Thousands of children were put up for international adoption after being separated from their families. Photo / Newscorp
It wasn't until acclaimed documentary-maker Nanfu Wang moved to the US and had a child of her own that she began to look at her upbringing in China in a whole new light.
In a harrowing and deeply personal new documentary — One Child Nation — that's screening at this year's Sydney Film Festival, she describes the rush of emotions and memories from her own childhood that came flooding back after she'd given birth.
It set her off down a path of re-examining one of the world's most well-known, but often misunderstood, pieces of population-control legislation — China's one-child policy.
What she discovered about her country of birth, and her own family, would shake her to the core.
"China said it was starting a war against population growth, but what it really started was a war against its own people," she said in the film.
Introduced in 1979, the Chinese Communist Party's controversial policy was enforced over three decades before being eliminated at the end of 2015 — and propaganda extolling its virtues was plastered everywhere.
One Child Nation shows how deeply embedded this distorted message was, and still is, in Chinese minds, while the horrific consequences of the policy's implementation are still not recognised.
Along with co-director Jialing Zhang, she discovered how little she knew about the forced sterilisations, mass abortions, child abandonment and state-sponsored kidnappings that took place over three decades.
She spoke to a village leader who said he was forced to destroy the homes of those who had more than one child and how party officials would descend on a community where women refused to be sterilised.
They would strap them to wooden frames "like pigs" and drag them away for forced sterilisation.

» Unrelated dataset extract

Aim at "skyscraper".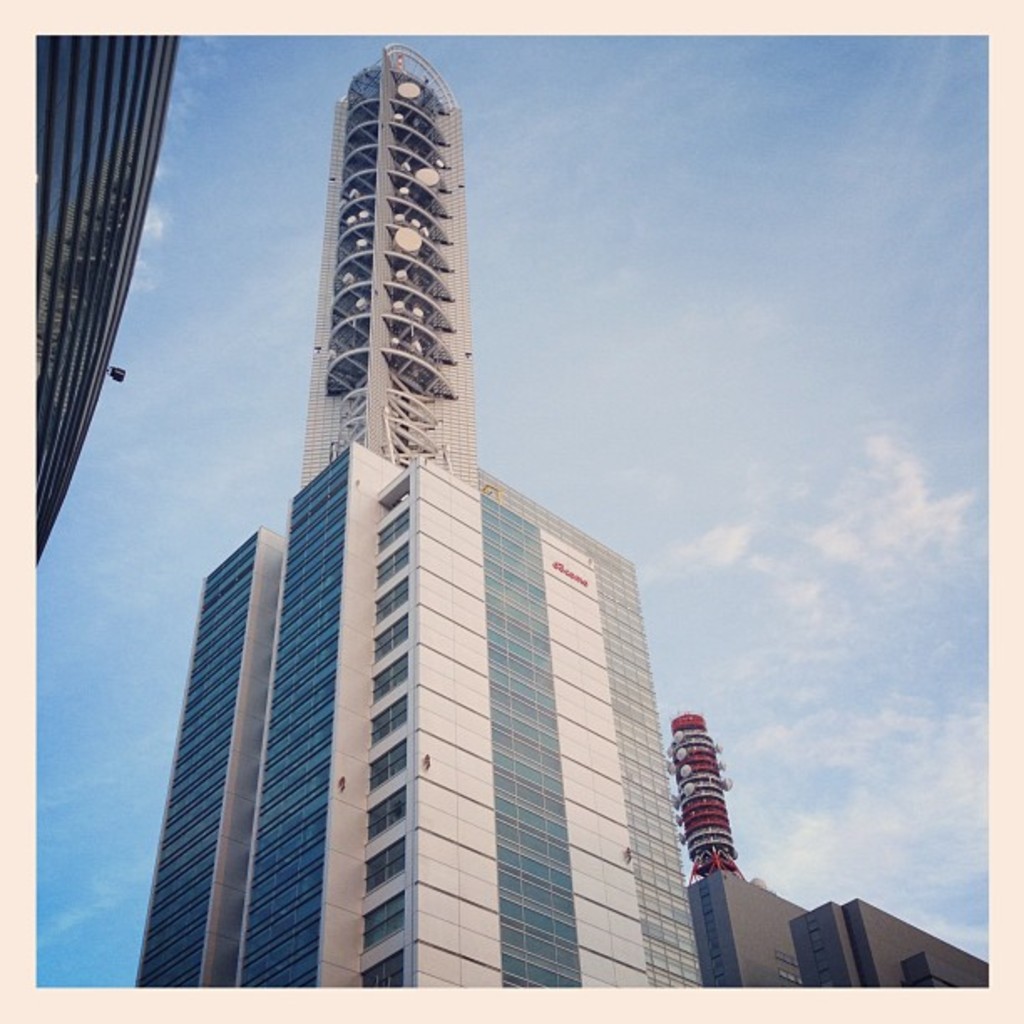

"It was really f****d up," the village leader recalls in the film. "I couldn't bear to watch."
The filmmakers also spoke to a midwife who said she carried out between 50-60,000 sterilisations and abortions, saying she counted this "out of guilt" because she "aborted and killed babies".
"Many I induced alive and killed," she said. "My hand trembled doing it. But, I had no choice. It was the Government's policy."
Others said fetuses were aborted at eight to nine months, and many were still alive at the time.
The filmmakers show how these "family planning officials" were received like "national heroes" in televised award ceremonies for their work.
They also spoke to artist Peng Wang who has compiled haunting images of discarded fetuses thrown into rubbish tips across China, often in yellow plastic bags that have words "medical waste" printed on them.
Speaking at a Q&A session in Sydney last week, co-director Zhang said the images were so confronting the filmmakers had to think long and hard about whether they could include them in the film.
She decided, ultimately, the policy's true horror must be laid bare and there were audible gasps as the images hit the screen at Sydney's State Theatre last week.
"The reality was so ugly that we shouldn't shy away from it," she said.
There were also gasps as Wang spoke to her own family about the impact of the policy in the film — detailing horrendous stories of child abandonment.
They described how baby girls were left out in the marketplace — because families wanted their only child to be a boy — where they were feasted on by mosquitoes and died of sun exposure.
"Maggots were all over their dead bodies," said Zhang's aunt in the film.
Fearing this would happen to their children, many families decided to give their newborns over to human traffickers who would sell them on to orphanages.
Filmmakers spoke to one trafficker who said he had sold 10,000 babies to orphanages for $300 a child.
"Then they [the orphanages] would put them up for international adoption," he told the filmmakers. "Using the overseas adoption money, they'd pay for more babies from traffickers, perpetuating this cycle of transactions."
The film then looks at the impact of this mass separation of families and how those who have been split are still reconnecting with each other around the world.
Despite the horrific stories uncovered by the film's directors, many of the people they spoke to in China defended the one-child policy — saying it has saved the nation from famine. Others said they had no choice but to go along with it.
Speaking after the Sydney screening last week, Zhang said there was a "real sense of urgency" that she and Wang should make this film now before China glosses over the impact of the once-child policy.
"We felt like we had to tell this story now before it's forgotten and lost forever," she said.
Once the one-child policy was abandoned in 2015, she said propaganda had been shifted to show how benevolent the two-child policy was — while skeletons still linger in the closet of tens of thousands of Chinese families.
Zhang said this is because the conservative culture in China results in a great sense of shame when talking about such distressing issues, and families find them impossible to discuss openly.
"Many of the stories we hear in the film, like Nanfu's uncle abandoning his girl in a meat market and her aunt giving away her baby to a human trafficker — Nanfu knew something about it growing up, but they never talked about details, and she never asked," she said.
"I think it's kind of like a taboo in the family to touch upon this topic and it was like opening a lot of wounds to interview them."
She hopes the film — which scooped the Grand Jury Prize at this year's coveted Sundance film festival — will open up a conversation about the one-child policy.
However, she conceded it was unlikely the documentary would be aired in China any time soon given how cautious they had to be while filming it.
She said they were followed by secret police despite taking steps to avoid detection, and they edited the footage in the US.